Gaining sufficient public support for a conclusion that other countries are responsible for hacking important U.S. assets can be difficult – even when the alleged aggressor is already despised and denounced by the entire civilized world.
The remarkable hacking of Sony Pictures Entertainment in late 2014 and the Obama administration’s quick fingering of hackers in North Korea as the culprits is a prime example: When the Obama administration released its findings that North Korean hackers were responsible for breaking into SPE, few security experts I spoke to about the incident were convinced by the intelligence data coming from the White House.
That seemed to change somewhat following the leak of a National Security Agency document which suggested the United States had planted malware capable of tracking the inner workings of the computers and networks used by the North’s hackers. Nevertheless, I’d wager that if we took a scientific poll among computer security experts today, a fair percentage of them probably still strongly doubt the administration’s conclusions.
If you were to ask those doubting experts to explain why they persist in their unbelief, my guess is you would find these folks break down largely into two camps: Those who believe the administration will never release any really detailed (and likely classified) information needed to draw a more definitive conclusion, and those who because of their political leanings tend to disbelieve virtually everything that comes out of the current administration.
Now, the American public is being asked to accept the White House’s technical assessment of another international hacking incident, only this time the apparent intention of said hacking is nothing less than to influence the outcome of a historically divisive presidential election in which the sitting party lost.
It probably doesn’t matter how many indicators of compromise and digital fingerprints the Obama administration releases on this incident: Chances are decent that if you asked a panel of security experts a year from now whether the march of time and additional data points released or leaked in the interim have influenced their opinion, you’ll find them just as evenly divided as they are today.
The mixed messages coming from the camp of President-elect Trump haven’t added any clarity to the matter, either. Trump has publicly mocked American intelligence assessments that Russia meddled with the U.S. election on his behalf, and said recently that he doubts the U.S. government can be certain it was hackers backed by the Russian government who hacked and leaked emails from the DNC.
However, one of Trump’s top advisers — former CIA Director James Woolsey — now says he believes the Russians (and possibly others) were in fact involved in the DNC hack.
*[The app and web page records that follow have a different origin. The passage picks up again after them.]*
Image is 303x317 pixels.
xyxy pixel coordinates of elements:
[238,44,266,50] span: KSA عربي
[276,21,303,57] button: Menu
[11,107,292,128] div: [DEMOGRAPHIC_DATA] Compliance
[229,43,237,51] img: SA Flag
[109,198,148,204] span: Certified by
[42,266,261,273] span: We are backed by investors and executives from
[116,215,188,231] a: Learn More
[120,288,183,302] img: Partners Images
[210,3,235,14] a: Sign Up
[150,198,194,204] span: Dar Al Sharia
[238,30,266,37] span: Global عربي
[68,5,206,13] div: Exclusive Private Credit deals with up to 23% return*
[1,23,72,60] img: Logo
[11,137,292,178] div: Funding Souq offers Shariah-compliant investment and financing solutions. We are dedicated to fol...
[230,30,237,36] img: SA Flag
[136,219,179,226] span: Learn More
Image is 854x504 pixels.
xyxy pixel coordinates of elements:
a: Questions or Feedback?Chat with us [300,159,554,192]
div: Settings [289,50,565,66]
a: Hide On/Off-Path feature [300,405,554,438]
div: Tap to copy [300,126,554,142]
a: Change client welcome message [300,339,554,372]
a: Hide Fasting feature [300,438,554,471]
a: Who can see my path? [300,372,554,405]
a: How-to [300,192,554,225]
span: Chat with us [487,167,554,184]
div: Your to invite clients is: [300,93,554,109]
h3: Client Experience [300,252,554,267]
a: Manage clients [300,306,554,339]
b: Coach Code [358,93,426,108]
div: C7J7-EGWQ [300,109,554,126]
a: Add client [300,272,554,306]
It’s worth noting that the U.S. government has offered some additional perspective on why it is so confident in its conclusion that Russian military intelligence services were involved in the DNC hack. A White House fact sheet published alongside the FBI/DHS Joint Analysis Report (PDF) says the report “includes information on computers around the world that Russian intelligence services have co-opted without the knowledge of their owners in order conduct their malicious activity in a way that makes it difficult to trace back to Russia. In some cases, the cybersecurity community was aware of this infrastructure, in other cases, this information is newly declassified by the U.S. government.”